In men’s basketball, the incentives line up more clearly in favor of legacy regional matchups. With the NCAA moving to a longer regular season and multi-team events at neutral sites becoming common, teams will have more nonconference dates to fill. The NCAA Tournament selection process also rewards quality opponents and accounts for opponent strength and game location, which encourages programs to schedule strong regional rivals when possible. That structure makes it sensible — and often beneficial for the sport — for former conference mates to keep meeting on the court.

Football is a different animal. Nonconference scheduling is negotiated years in advance and hinges on an opaque playoff selection culture that appears to emphasize fewest losses above all else. Because a single additional loss can be treated harshly by the selection committee, many programs avoid stacking multiple A-level nonconference opponents on the schedule. Even when a team would like to arrange a meaningful home-and-home with a regional rival, long-term calendar commitments and risk-averse behavior often prevent those series from happening.

The transfer portal and NIL money have reshaped roster-building in both sports, producing a dynamic where big spending does not guarantee success. Teams that assemble high-priced groups sometimes underperform when the pieces don’t fit. Conversely, programs that quickly evaluate transfers for fit and culture — and that integrate newcomers effectively into a defined system — can overperform relative to payroll. How schools deploy NIL and whether “dead money” becomes more common will be one of the trends to watch in the coming years.

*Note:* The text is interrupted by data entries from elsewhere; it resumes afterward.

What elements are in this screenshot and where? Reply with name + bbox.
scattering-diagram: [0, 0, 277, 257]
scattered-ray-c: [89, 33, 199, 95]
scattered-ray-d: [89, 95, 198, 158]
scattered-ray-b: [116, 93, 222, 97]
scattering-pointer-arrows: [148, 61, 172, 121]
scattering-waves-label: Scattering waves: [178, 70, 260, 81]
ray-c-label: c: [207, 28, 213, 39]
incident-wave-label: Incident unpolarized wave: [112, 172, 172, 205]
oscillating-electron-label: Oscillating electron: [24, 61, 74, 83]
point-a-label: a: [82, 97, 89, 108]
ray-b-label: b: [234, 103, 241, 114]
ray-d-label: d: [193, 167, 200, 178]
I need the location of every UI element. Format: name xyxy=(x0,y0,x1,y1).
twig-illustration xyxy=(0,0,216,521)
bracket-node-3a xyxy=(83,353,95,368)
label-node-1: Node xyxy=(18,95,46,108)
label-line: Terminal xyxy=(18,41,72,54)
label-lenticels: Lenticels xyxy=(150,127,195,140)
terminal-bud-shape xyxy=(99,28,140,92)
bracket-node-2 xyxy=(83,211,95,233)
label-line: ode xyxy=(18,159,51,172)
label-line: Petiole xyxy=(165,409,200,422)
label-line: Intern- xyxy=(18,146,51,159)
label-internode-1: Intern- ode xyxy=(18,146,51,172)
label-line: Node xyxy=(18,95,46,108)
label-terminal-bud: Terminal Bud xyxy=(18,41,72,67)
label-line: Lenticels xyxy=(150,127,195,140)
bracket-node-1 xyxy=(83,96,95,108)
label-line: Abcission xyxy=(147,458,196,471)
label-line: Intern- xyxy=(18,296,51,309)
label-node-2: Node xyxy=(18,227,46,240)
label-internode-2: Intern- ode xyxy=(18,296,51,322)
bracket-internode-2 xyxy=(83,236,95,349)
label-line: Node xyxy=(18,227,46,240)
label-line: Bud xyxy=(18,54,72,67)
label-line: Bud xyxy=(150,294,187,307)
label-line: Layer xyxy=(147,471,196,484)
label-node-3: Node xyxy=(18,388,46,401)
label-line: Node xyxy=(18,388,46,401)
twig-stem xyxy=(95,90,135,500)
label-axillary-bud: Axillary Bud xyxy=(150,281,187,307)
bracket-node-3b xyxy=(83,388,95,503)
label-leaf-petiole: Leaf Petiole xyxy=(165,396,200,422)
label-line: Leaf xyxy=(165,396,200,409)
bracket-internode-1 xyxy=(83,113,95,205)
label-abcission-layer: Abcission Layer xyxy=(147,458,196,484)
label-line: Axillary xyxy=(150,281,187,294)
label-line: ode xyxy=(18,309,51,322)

Academic eligibility and graduation monitoring remain part of the equation, despite anxieties about the free-transfer era. Transfers must be academically eligible, and metrics such as Academic Progress Rates and Graduation Success Rates will provide more clarity in the near future. Over the long term, cross-checking these academic measures with on-field performance will help determine whether roster churn hurts or helps student-athlete outcomes. Coaches who prioritize character and culture tend to produce better results both athletically and academically.

Conference realignment continues to be messy. Most of the legacy Pac-12 programs are locked into grant-of-rights contracts that stretch into the next decade, so a wholesale return to the old regional model is unlikely soon. That said, Olympic sports and basketball could gravitate back toward regional competition if football evolves into a separate, nationalized enterprise. Schools are positioning for multiple scenarios, and future moves will hinge on exit fees, political pressure, and how profitable a possible football super league might be.

On the practical side, unfamiliar opponents — such as Texas State for western programs entering a new conference — won’t necessarily gain a huge advantage, because film, scouting and the presence of experienced staff mitigate surprise. Mid-major programs with stable coaching and good resources, like Santa Clara in recent seasons, have reasonable opportunities to retain contributors and compete. For media distribution, conferences are likely to use their own production arms to stream Olympic sports and non-network content, though many operational details are still being worked out as the next season approaches.